Marath and Another v MacGillivray: CA 5 Feb 1996

A landlord’s notice to the effect that ‘3 month’s rent due’ was a sufficiently precise demand to allow the tenant to know the nature of his default, and the notice was valid. the relevant notice said: ‘Signed: RM If signed by agent, name and address of agent: Acting Agent RM’ with the address.

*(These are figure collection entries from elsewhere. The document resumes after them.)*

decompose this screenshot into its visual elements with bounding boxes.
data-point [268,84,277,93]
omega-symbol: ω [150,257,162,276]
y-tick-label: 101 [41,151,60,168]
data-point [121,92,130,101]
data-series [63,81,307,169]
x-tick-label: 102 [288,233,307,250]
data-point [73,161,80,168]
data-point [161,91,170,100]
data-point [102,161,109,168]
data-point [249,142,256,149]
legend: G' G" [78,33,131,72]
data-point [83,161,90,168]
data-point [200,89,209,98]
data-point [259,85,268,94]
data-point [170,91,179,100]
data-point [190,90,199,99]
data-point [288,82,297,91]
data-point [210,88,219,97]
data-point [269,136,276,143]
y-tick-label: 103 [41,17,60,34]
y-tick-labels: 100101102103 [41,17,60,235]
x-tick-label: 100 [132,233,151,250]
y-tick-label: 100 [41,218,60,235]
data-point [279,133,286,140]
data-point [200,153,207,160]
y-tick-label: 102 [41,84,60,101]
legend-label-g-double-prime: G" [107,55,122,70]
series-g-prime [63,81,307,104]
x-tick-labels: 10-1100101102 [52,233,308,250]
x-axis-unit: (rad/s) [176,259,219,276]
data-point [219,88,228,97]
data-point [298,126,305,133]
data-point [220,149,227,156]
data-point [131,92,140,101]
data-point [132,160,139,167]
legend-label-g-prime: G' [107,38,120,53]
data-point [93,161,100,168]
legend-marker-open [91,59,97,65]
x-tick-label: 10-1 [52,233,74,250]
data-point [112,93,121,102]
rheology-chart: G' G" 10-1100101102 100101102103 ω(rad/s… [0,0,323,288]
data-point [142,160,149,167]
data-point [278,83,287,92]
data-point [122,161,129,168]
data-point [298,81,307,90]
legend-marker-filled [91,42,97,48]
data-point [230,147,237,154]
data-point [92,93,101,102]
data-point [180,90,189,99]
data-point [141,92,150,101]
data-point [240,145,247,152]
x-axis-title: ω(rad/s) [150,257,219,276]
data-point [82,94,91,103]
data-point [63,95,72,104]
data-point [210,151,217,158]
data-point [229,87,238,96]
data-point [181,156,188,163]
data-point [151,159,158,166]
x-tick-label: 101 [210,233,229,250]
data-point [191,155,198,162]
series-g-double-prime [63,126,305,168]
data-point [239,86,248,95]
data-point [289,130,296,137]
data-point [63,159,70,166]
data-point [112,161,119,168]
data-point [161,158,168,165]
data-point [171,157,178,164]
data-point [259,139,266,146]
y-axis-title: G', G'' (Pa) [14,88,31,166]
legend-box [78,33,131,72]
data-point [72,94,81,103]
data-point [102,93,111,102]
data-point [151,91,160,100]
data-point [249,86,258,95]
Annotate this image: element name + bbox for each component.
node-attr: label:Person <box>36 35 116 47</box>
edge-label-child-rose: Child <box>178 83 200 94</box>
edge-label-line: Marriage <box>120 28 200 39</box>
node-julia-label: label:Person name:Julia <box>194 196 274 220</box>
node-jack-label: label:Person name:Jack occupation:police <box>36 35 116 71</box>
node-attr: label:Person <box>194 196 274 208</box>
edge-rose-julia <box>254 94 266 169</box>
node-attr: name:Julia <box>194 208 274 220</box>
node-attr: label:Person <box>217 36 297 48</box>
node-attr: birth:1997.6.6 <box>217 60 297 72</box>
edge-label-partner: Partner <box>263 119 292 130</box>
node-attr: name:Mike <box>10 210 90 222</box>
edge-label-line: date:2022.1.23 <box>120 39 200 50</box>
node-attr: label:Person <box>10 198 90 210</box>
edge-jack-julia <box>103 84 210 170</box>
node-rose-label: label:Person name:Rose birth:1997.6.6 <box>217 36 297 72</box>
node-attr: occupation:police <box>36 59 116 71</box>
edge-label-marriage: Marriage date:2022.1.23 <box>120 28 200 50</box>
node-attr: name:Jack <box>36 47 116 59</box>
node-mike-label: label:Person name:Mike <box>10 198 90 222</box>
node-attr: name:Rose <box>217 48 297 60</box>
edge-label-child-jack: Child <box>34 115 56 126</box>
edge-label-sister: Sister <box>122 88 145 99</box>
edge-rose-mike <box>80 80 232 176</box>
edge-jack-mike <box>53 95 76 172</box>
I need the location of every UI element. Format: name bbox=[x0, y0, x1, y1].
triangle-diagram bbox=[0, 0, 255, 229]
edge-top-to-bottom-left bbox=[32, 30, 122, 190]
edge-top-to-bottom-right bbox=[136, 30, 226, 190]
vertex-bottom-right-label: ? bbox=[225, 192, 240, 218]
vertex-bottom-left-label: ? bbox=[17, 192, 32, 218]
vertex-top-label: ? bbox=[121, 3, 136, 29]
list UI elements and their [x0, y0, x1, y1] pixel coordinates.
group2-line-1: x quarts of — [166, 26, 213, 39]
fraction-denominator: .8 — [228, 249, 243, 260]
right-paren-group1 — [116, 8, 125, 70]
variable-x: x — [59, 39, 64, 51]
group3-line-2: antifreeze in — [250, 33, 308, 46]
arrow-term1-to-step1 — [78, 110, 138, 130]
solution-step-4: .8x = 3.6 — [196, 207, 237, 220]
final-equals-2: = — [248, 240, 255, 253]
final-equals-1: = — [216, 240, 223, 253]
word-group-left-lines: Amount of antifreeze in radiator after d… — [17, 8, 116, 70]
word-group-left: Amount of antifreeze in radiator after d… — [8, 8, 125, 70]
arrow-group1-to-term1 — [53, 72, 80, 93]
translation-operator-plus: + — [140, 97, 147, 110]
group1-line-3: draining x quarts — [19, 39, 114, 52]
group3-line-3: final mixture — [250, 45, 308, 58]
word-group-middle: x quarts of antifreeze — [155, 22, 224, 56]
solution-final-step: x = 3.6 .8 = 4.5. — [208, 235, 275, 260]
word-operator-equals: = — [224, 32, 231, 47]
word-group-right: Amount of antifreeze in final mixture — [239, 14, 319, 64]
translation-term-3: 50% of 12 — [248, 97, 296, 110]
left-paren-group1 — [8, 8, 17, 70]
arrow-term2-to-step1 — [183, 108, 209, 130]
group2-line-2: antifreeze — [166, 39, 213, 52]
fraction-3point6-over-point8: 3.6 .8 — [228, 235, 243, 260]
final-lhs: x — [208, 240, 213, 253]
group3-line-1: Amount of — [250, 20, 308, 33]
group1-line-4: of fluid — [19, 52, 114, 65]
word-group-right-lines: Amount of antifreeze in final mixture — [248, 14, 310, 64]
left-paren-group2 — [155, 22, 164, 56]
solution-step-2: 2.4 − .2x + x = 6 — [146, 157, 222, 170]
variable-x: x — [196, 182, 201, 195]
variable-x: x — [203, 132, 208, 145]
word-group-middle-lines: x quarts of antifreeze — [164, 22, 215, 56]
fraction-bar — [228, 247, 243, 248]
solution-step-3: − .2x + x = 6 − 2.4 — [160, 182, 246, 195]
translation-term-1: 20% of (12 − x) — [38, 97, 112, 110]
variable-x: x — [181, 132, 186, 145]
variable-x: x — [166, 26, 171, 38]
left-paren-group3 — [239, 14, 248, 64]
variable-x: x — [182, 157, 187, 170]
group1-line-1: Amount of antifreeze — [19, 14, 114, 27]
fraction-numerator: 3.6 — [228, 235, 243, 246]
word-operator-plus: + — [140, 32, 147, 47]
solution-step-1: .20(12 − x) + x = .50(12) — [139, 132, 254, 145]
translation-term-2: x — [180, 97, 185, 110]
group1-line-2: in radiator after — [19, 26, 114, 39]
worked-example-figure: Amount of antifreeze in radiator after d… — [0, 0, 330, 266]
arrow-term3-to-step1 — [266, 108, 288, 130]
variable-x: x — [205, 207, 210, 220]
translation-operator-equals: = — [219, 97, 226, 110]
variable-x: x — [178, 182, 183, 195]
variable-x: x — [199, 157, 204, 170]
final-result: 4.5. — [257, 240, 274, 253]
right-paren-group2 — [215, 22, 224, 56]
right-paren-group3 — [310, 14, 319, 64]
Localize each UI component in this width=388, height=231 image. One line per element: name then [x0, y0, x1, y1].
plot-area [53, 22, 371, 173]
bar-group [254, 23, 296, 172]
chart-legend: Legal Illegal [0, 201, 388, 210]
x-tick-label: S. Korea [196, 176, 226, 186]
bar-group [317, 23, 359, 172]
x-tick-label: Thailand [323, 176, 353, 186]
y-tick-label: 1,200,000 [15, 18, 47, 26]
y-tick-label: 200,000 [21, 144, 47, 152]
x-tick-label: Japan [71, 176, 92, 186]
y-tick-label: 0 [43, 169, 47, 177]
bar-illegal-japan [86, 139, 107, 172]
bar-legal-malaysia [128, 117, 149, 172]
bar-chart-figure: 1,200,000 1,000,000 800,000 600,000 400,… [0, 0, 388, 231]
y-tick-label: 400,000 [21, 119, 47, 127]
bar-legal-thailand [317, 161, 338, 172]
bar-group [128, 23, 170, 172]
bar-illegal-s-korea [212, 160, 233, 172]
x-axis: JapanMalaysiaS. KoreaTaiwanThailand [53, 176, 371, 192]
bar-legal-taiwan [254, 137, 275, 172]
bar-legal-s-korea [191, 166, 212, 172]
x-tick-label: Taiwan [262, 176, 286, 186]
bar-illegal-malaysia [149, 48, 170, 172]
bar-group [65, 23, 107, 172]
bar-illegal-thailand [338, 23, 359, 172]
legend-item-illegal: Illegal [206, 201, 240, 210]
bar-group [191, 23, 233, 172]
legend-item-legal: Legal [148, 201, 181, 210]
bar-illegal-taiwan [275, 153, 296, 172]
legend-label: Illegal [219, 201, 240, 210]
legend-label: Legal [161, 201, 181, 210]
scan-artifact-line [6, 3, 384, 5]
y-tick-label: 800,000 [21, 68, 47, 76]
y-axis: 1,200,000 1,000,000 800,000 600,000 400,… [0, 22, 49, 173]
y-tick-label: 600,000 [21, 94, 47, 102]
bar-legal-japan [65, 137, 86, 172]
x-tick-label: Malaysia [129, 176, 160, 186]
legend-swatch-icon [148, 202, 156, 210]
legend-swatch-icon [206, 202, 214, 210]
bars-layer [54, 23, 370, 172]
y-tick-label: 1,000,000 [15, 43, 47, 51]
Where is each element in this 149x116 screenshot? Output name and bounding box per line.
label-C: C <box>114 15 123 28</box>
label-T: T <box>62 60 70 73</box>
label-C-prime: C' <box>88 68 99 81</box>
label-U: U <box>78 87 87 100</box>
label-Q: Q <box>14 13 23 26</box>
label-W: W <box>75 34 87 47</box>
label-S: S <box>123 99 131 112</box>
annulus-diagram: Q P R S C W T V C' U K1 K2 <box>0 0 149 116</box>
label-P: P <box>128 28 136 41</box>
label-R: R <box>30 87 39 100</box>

This notice had been served as an exhibit to an affidavit by the agent.
Held: A notice served for the purposes of section 20 of the 1988 Act (notwithstanding that it was not a valid notice for the purposes of section 20 itself, because it was served after rather than before the ‘assured tenancy’ was entered into) provided sufficient notice for the purposes of section 48(1).
Sir Iain Glidewell said: ‘I see the strength in the argument that if it be proved that the landlord, or his solicitors acting on his behalf, had quite deliberately ensured that payment which otherwise would have come from a housing authority was delayed until after the date of the hearing, in order to enable the landlord to prove that more than three months’ rent was in fact unpaid, a court would be slow to base a judgment upon more than three months’ rent being unpaid. Precisely how it would go about reflecting that unwillingness to give judgment when it is required by statute to do so, I have not considered.’

Judges:

Sir Iain Glidewell

Citations:

Times 05-Feb-1996, [1996] 28 HLR 484

Statutes:

Housing Act 1988 8 20, Landlord and Tenant Act 1987 48(1)

Jurisdiction:

England and Wales

Citing:

CitedRogan v Woodfield Building Services Ltd CA 10-Aug-1994
The duty placed on a Landlord by the section is to give to the tenant a notice of an address for service for the landlord in writing. Stuart Smith LJ said: ‘what the section requires is that the tenant is told, so that he knows, the landlord’s name . .

Cited by:

CitedDrew-Morgan v Hamid-Zadeh CA 13-May-1999
The claimant landlord had sought to assert that the let was an assured shorthold tenancy. On a rehearing, the tenant said no notice had been served under section 20. The landlord also now asserted non-payment of rent.
Held: A notice which was . .
CitedLeeds v London Borough of Islington Admn 29-Jan-1998
. .
Lists of cited by and citing cases may be incomplete.